***** Listed entries *****
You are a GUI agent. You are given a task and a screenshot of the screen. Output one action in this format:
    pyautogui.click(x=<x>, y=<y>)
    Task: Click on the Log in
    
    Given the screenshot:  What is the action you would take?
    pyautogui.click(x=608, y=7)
*****
__Your objective__
For each line shown above, write an exact copy.

__Solution for this task__
You are a GUI agent. You are given a task and a screenshot of the screen. Output one action in this format:
    pyautogui.click(x=<x>, y=<y>)
    Task: Click on the Log in
    
    Given the screenshot:  What is the action you would take?
    pyautogui.click(x=608, y=7)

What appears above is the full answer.